With a September deadline looming, Israel's prime minister
turned to the Arabic media Thursday for the first time since taking office two years ago in an attempt to lure the Palestinians back to peace talks, saying "everything is on the table."
Benjamin Netanyahu's interview with the Al-Arabiya satellite channel reflects Israeli concerns over Palestinian plans to seek U.N. recognition of their independence this fall. But it also highlights Netanyahu's new strategy of engaging directly with the Arab public.
Netanyahu has fielded questions from Arabs before on YouTube and even made a recorded plea to Arab viewers to submit questions. But the face-to-face Al-Arabiya interview is his first of its kind. Netanyahu's office called the move "the beginning of a new era" and promised more such interviews in the near future.
The interview, which aired Thursday evening, comes as Israel is scrambling to counter the Palestinian U.N. initiative this fall. Israel fiercely opposes the move, saying a Palestinian state should be formed through negotiations and not by unilateral steps.
Peace negotiations have been stalled since 2008, and the Palestinians have refused to negotiate while Israel continues to build homes in Jewish settlements.
Although the vote will be largely symbolic, the Palestinians hope to isolate Israel and put pressure on it to make concessions.
In the interview, Netanyahu says he is willing to negotiate anywhere and with anyone who accepts Israel's right to exist.
"Everything is on the table. But we need to get to the table," Netanyahu said.
"I'm prepared to negotiate with President Abbas directly for peace between our two peoples right now. We can do it here in my home in Jerusalem, we can do it in Ramallah, we can do it anywhere," he said.
Netanyahu said he realized he would have to make "difficult compromises for peace," but he offered few new details about his plans.
The Palestinians seek all of the West Bank and east Jerusalem — areas captured by Israel in the 1967 Mideast war — as parts of a future independent state. Netanyahu has said he wants to keep parts of the West Bank, and he opposes any division of Jerusalem.
Netanyahu also addressed the regional unrest in Syria and Egypt.
"You know anything that I say will be used — not against me — but against the process of genuine reform that Syrian people would like to see. We don't intervene in Syria but it does not mean we are not concerned. We'd like the peace and quiet on the Israeli-Syrian border to be maintained and I would like to ultimately, have that turned into a formal peace between Israel and Syria," Netanyahu said. "I think the people, the young people of Syria deserve a better future."
Netanyahu said he hopes the Arab Spring will result in democracies in the Arab world.
"If there's genuine democracy in the Arab world, in the Arab countries, then there will be genuine peace. Because a genuine democracy reflects the desires of the people, and most people Arabs, Jews, anyone they don't want their sons and daughters dying on battlefields."
He said, "If it goes toward an Iranian-style dictatorship, as it did, unfortunately in Iran and in Lebanon, then it's bad. It's bad for the peoples there, but it's also bad for peace."
Ofir Gendelman, Netanyahu's spokesman for the Arab media, said Saudi-owned Al-Arabiya was chosen as a conduit for Netanyahu's outreach because it is a professional station that reaches 40 million Arabs. He refused to discuss why Al-Jazeera, the top-rated Arab media outlet, was not selected. Al-Jazeera's coverage has been accused of stirring up anti-Israel sentiment on the Arab street.
Gendelman said Netanyahu's office also communicates with the Arab world via Facebook, Twitter and YouTube.
"There are a lot of issues the prime minister wants to address," he said. "The goal of the interview is twofold: to convey the message that he wants to resume negotiations and express via the interview how important Arab public opinion is to him."
Israel's most pressing concern at the moment is what happens in September. No one knows exactly how the vote will unfold.
The United States opposes the plan and, as one of the five permanent members of the Security Council, could veto a Palestinian membership request and derail the process.
If that happens, the Palestinians could go to the General Assembly and seek recognition there as a nonmember observer state, a largely symbolic nod. Still, widespread support in the General Assembly would signal that a majority of countries support Palestinian statehood in the pre-1967 lines.
The Palestinians insist that their U.N. bid does not rule out a return to negotiations.
Palestinian leaders have called on their people to take to the streets in nonviolent protests in September and Israeli officials are concerned that these could spiral out of control and set off a new round of fighting.
Israeli Cabinet Minister Moshe Yaalon dismissed these concerns Thursday, telling foreign reporters that he "can't see any change on the ground after September."
He called the unilateral option one of the "balloons inflated in the last two years by those who thought we might be threatened."
Yaalon, a former military chief, also rejected the argument that the current status quo is untenable.
"The situation is not sustainable? It's sustainable. It's not going to be solved in the near future. We can live with it. We can survive with it," he said.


▶ Task objective
Each line of the data must reappear exactly in your answer, with no images included.

▶ Excerpted data
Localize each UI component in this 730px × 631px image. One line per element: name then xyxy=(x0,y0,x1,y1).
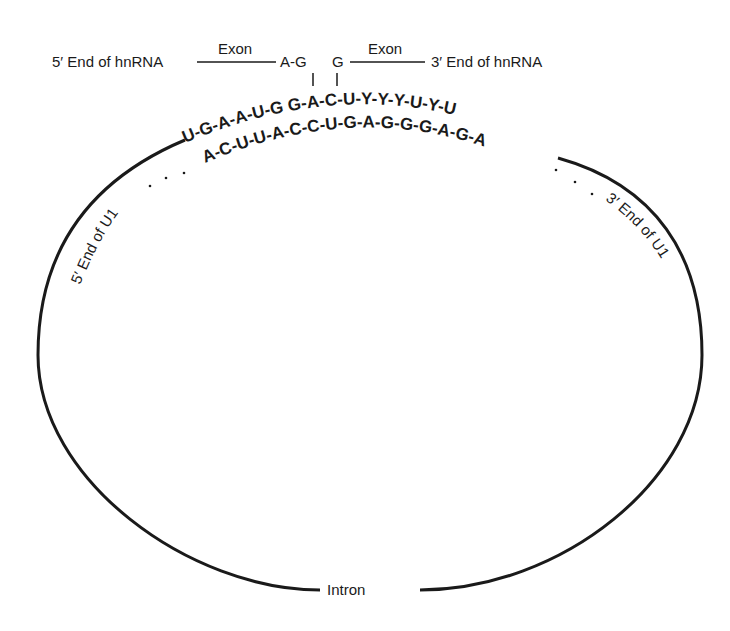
right-junction-label: G xyxy=(332,53,344,70)
left-junction-label: A-G xyxy=(280,53,307,70)
hnrna-5-end-label: 5′ End of hnRNA xyxy=(52,53,163,70)
diagram-svg: 5′ End of hnRNA Exon A-G G Exon 3′ End o… xyxy=(0,0,730,631)
hnrna-strand: 5′ End of hnRNA Exon A-G G Exon 3′ End o… xyxy=(52,40,542,86)
hnrna-3-end-label: 3′ End of hnRNA xyxy=(431,53,542,70)
left-exon-label: Exon xyxy=(218,40,252,57)
left-dots xyxy=(149,172,186,188)
splicing-diagram: 5′ End of hnRNA Exon A-G G Exon 3′ End o… xyxy=(0,0,730,631)
right-dots xyxy=(555,169,594,196)
intron-loop xyxy=(38,140,702,590)
u1-5-end-label: 5′ End of U1 xyxy=(67,205,121,287)
right-exon-label: Exon xyxy=(368,40,402,57)
intron-label: Intron xyxy=(327,581,365,598)
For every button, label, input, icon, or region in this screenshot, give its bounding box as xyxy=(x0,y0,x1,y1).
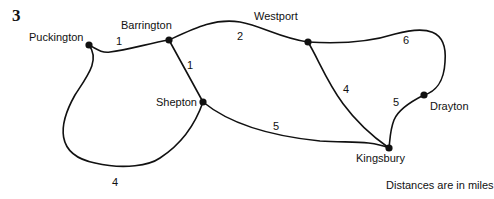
weight-puckington-shepton: 4 xyxy=(112,176,118,188)
node-shepton xyxy=(199,98,206,105)
weight-barrington-shepton: 1 xyxy=(187,59,193,71)
weight-drayton-kingsbury: 5 xyxy=(393,96,399,108)
label-kingsbury: Kingsbury xyxy=(356,152,405,164)
node-drayton xyxy=(420,91,427,98)
label-shepton: Shepton xyxy=(156,96,197,108)
edge-westport-drayton xyxy=(308,30,445,95)
edge-westport-kingsbury xyxy=(308,42,389,148)
node-puckington xyxy=(85,41,92,48)
node-westport xyxy=(304,38,311,45)
weight-puckington-barrington: 1 xyxy=(116,35,122,47)
weight-shepton-kingsbury: 5 xyxy=(273,120,279,132)
node-kingsbury xyxy=(385,144,392,151)
label-westport: Westport xyxy=(254,10,298,22)
label-drayton: Drayton xyxy=(430,100,469,112)
units-note: Distances are in miles xyxy=(386,179,494,191)
weight-westport-drayton: 6 xyxy=(403,34,409,46)
edge-puckington-barrington xyxy=(89,40,169,52)
label-puckington: Puckington xyxy=(29,31,83,43)
label-barrington: Barrington xyxy=(121,19,172,31)
node-barrington xyxy=(165,36,172,43)
edge-barrington-shepton xyxy=(169,40,203,102)
weight-westport-kingsbury: 4 xyxy=(343,83,349,95)
weight-barrington-westport: 2 xyxy=(237,30,243,42)
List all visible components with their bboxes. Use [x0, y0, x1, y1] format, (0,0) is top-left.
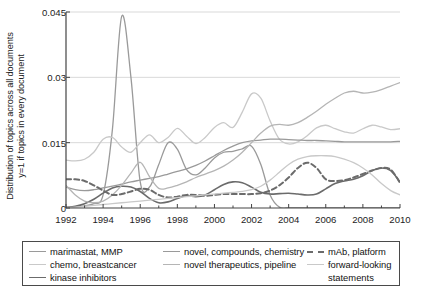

▶ Task solution
Localize each UI component in this 730px × 631px image. One line per element: name then xyxy=(x0,y0,x1,y1).
right-junction-label: G xyxy=(332,53,344,70)
left-junction-label: A-G xyxy=(280,53,307,70)
hnrna-5-end-label: 5′ End of hnRNA xyxy=(52,53,163,70)
diagram-svg: 5′ End of hnRNA Exon A-G G Exon 3′ End o… xyxy=(0,0,730,631)
hnrna-strand: 5′ End of hnRNA Exon A-G G Exon 3′ End o… xyxy=(52,40,542,86)
hnrna-3-end-label: 3′ End of hnRNA xyxy=(431,53,542,70)
left-exon-label: Exon xyxy=(218,40,252,57)
left-dots xyxy=(149,172,186,188)
splicing-diagram: 5′ End of hnRNA Exon A-G G Exon 3′ End o… xyxy=(0,0,730,631)
right-dots xyxy=(555,169,594,196)
intron-loop xyxy=(38,140,702,590)
u1-5-end-label: 5′ End of U1 xyxy=(67,205,121,287)
right-exon-label: Exon xyxy=(368,40,402,57)
intron-label: Intron xyxy=(327,581,365,598)
For every button, label, input, icon, or region in this screenshot, give its bounding box as xyxy=(x0,y0,x1,y1).
weight-puckington-shepton: 4 xyxy=(112,176,118,188)
node-shepton xyxy=(199,98,206,105)
weight-barrington-shepton: 1 xyxy=(187,59,193,71)
weight-drayton-kingsbury: 5 xyxy=(393,96,399,108)
label-kingsbury: Kingsbury xyxy=(356,152,405,164)
node-drayton xyxy=(420,91,427,98)
label-shepton: Shepton xyxy=(156,96,197,108)
edge-westport-drayton xyxy=(308,30,445,95)
edge-westport-kingsbury xyxy=(308,42,389,148)
node-puckington xyxy=(85,41,92,48)
node-westport xyxy=(304,38,311,45)
weight-puckington-barrington: 1 xyxy=(116,35,122,47)
weight-shepton-kingsbury: 5 xyxy=(273,120,279,132)
node-kingsbury xyxy=(385,144,392,151)
label-westport: Westport xyxy=(254,10,298,22)
label-drayton: Drayton xyxy=(430,100,469,112)
units-note: Distances are in miles xyxy=(386,179,494,191)
weight-westport-drayton: 6 xyxy=(403,34,409,46)
edge-puckington-barrington xyxy=(89,40,169,52)
label-puckington: Puckington xyxy=(29,31,83,43)
label-barrington: Barrington xyxy=(121,19,172,31)
node-barrington xyxy=(165,36,172,43)
edge-barrington-shepton xyxy=(169,40,203,102)
weight-westport-kingsbury: 4 xyxy=(343,83,349,95)
weight-barrington-westport: 2 xyxy=(237,30,243,42)
List all visible components with their bboxes. Use [x0, y0, x1, y1] format, (0,0) is top-left.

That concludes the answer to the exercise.